§ Supplied data:
▬▬▬
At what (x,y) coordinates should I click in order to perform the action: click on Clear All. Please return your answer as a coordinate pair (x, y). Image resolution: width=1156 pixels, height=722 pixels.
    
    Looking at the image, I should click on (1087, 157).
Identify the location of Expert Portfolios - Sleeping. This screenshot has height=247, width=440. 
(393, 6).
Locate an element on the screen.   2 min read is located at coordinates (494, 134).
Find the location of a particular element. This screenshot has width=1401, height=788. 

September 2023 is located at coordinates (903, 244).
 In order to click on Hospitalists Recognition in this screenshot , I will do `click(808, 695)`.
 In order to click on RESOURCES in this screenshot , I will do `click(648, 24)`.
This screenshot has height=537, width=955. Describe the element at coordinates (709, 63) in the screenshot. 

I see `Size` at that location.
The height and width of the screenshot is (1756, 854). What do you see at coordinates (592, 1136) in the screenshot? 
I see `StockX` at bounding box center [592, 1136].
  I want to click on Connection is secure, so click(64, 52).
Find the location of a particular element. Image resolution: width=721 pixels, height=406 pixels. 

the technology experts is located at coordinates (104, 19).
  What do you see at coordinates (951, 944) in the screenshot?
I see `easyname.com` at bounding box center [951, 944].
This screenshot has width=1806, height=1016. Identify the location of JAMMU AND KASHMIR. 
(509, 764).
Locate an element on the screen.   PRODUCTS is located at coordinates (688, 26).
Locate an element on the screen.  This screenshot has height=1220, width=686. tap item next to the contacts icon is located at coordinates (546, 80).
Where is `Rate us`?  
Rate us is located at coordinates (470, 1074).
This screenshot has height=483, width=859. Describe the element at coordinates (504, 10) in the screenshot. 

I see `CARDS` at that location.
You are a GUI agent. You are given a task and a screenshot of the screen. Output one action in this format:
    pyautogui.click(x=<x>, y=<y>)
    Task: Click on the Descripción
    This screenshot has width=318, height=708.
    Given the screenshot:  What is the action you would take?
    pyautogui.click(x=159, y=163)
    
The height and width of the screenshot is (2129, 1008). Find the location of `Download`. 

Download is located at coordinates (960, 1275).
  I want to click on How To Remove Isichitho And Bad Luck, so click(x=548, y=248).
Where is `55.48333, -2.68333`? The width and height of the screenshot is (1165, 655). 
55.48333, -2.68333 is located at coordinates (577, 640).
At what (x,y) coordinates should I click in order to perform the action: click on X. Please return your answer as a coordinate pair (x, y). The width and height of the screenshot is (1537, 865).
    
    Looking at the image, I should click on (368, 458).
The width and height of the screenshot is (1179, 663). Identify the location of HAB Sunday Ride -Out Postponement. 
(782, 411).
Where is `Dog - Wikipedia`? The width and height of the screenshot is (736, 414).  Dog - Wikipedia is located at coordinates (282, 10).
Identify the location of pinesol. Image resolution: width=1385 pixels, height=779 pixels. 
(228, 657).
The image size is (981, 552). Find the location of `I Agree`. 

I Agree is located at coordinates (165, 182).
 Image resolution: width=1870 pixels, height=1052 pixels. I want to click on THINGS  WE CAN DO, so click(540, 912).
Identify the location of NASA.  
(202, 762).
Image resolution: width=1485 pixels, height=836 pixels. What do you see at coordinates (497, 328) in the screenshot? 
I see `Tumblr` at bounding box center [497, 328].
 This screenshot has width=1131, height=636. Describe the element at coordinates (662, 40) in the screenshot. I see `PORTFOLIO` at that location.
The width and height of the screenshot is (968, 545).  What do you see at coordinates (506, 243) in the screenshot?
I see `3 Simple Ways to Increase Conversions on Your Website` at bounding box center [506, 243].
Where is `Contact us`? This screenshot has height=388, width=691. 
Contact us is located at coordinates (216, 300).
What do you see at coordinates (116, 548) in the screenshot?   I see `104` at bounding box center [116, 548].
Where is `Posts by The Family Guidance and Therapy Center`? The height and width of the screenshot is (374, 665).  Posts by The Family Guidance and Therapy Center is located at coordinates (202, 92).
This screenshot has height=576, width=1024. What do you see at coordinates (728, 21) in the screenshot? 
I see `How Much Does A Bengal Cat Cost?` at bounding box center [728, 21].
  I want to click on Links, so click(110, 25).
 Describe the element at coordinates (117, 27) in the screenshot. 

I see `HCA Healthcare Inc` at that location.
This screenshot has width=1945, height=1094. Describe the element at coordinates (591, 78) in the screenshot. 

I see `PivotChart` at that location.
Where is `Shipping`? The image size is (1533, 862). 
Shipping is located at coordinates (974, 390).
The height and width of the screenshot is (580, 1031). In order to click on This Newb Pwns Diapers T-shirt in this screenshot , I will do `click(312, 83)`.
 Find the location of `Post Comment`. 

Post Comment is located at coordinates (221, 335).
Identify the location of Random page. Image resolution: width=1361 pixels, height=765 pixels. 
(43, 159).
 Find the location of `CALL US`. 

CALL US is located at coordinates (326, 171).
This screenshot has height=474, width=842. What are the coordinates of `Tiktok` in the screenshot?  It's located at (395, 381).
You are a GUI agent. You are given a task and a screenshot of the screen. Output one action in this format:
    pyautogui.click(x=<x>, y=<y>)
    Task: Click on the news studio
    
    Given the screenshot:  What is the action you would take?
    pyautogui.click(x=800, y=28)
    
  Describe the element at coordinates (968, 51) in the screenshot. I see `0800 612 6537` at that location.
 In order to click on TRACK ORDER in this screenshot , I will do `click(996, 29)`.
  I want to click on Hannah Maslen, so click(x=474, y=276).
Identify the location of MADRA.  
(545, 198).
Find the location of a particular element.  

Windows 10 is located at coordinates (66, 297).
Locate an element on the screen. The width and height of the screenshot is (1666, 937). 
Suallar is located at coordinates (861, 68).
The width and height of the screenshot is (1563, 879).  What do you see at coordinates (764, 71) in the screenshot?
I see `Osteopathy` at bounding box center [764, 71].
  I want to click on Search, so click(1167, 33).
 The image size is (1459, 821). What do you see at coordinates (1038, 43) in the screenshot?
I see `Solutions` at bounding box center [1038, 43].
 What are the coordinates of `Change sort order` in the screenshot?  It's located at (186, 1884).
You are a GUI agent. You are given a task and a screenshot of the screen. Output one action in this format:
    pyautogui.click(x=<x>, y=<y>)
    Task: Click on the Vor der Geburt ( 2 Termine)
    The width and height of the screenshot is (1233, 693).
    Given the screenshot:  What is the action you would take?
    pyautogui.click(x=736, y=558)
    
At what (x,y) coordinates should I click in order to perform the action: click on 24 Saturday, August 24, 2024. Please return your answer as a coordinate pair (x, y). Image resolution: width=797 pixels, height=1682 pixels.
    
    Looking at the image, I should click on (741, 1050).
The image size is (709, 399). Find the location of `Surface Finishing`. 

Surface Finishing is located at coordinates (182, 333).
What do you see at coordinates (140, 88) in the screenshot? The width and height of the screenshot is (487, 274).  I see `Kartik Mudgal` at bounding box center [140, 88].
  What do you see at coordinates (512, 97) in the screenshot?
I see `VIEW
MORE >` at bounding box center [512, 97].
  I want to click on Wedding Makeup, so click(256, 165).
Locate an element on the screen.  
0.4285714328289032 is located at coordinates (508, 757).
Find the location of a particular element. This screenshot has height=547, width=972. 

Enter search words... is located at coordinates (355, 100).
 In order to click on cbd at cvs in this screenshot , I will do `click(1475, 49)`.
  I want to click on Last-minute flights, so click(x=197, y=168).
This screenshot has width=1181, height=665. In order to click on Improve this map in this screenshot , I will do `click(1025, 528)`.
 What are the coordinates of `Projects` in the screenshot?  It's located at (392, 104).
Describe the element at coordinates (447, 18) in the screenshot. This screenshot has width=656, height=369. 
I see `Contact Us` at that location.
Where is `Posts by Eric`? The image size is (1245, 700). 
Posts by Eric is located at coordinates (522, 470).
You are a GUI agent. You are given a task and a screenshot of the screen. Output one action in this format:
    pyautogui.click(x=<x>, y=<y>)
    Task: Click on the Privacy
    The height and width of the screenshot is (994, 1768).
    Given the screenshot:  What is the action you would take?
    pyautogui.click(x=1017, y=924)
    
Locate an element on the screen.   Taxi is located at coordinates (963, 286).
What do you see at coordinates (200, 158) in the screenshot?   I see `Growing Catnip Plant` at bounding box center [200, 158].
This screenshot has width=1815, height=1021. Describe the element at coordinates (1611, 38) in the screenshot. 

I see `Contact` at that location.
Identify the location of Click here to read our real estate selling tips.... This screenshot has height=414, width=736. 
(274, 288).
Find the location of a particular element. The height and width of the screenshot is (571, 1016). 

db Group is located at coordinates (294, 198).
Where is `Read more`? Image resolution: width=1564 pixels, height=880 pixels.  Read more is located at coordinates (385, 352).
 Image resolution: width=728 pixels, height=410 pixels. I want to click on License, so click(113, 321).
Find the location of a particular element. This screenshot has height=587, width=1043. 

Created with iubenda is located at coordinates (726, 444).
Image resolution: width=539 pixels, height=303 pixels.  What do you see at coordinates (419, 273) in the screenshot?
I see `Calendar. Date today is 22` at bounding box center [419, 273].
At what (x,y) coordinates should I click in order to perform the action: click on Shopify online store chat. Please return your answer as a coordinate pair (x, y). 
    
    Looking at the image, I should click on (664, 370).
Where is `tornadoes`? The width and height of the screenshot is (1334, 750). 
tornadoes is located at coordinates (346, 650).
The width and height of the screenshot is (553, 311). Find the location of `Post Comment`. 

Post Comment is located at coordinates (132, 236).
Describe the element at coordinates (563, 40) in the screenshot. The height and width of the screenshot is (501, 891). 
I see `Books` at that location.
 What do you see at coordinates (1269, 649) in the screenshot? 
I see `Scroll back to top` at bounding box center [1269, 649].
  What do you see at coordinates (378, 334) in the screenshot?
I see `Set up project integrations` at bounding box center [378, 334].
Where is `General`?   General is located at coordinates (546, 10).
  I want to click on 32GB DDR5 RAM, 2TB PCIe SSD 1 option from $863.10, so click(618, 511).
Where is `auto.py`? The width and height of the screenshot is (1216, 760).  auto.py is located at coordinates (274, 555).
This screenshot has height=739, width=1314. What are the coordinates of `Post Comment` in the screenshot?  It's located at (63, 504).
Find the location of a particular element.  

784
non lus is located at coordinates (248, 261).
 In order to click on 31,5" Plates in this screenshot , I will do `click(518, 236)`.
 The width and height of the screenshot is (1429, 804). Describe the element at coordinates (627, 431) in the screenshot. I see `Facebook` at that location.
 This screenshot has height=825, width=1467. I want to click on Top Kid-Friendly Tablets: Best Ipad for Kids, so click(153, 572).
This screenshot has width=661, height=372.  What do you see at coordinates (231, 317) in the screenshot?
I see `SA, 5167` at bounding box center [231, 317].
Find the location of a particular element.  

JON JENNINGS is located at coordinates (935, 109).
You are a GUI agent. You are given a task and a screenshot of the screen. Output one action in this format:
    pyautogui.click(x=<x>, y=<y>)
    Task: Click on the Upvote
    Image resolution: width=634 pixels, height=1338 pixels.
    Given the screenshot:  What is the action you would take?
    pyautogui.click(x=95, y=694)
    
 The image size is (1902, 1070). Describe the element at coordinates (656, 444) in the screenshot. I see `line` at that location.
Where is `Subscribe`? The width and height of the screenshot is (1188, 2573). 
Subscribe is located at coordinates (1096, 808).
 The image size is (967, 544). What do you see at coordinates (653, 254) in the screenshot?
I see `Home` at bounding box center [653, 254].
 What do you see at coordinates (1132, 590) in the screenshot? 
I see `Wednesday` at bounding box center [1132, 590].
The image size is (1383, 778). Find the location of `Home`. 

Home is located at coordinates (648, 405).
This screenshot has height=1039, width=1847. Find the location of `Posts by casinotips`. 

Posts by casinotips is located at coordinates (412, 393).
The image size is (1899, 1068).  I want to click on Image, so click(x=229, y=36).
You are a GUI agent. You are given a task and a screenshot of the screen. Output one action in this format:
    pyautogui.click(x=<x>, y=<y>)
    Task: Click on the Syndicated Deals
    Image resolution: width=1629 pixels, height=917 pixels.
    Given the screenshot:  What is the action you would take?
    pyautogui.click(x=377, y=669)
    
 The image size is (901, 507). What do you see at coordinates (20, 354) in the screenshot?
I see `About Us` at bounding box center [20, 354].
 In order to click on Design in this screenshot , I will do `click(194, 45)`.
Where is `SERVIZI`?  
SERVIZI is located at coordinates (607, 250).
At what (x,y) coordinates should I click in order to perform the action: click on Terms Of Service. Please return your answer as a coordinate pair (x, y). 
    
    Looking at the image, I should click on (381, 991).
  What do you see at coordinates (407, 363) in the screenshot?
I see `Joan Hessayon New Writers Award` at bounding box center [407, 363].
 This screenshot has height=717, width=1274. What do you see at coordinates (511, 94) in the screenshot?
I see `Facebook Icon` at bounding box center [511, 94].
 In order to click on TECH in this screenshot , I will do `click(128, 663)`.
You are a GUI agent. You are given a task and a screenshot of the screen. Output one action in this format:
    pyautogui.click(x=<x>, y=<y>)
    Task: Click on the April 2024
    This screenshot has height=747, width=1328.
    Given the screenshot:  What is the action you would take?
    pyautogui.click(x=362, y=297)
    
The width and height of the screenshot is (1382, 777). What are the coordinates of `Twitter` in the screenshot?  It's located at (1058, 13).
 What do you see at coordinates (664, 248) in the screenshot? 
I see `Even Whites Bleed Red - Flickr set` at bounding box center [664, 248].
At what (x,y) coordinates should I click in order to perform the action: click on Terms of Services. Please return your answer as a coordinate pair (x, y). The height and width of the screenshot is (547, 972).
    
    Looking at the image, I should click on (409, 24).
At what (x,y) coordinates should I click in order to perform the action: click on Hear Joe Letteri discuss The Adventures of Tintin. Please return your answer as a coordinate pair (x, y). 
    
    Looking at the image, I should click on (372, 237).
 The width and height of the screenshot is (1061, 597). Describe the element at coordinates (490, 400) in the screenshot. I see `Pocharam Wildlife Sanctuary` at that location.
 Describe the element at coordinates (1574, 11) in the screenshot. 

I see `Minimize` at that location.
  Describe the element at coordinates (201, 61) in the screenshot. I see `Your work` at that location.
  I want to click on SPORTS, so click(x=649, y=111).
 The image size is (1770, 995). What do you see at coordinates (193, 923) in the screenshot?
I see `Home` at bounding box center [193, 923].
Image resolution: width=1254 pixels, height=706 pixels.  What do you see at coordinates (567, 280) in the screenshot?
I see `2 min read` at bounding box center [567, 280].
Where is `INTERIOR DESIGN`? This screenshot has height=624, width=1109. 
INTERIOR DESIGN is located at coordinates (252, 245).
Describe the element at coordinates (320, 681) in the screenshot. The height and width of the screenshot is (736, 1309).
▬▬▬
Once you find the line with "This screenshot has width=1181, height=665." above, print it and every line after it up to and including the line with "The height and width of the screenshot is (994, 1768).", exactly as written and nothing else.

This screenshot has width=1181, height=665. In order to click on Improve this map in this screenshot , I will do `click(1025, 528)`.
 What are the coordinates of `Projects` in the screenshot?  It's located at (392, 104).
Describe the element at coordinates (447, 18) in the screenshot. This screenshot has width=656, height=369. 
I see `Contact Us` at that location.
Where is `Posts by Eric`? The image size is (1245, 700). 
Posts by Eric is located at coordinates (522, 470).
You are a GUI agent. You are given a task and a screenshot of the screen. Output one action in this format:
    pyautogui.click(x=<x>, y=<y>)
    Task: Click on the Privacy
    The height and width of the screenshot is (994, 1768).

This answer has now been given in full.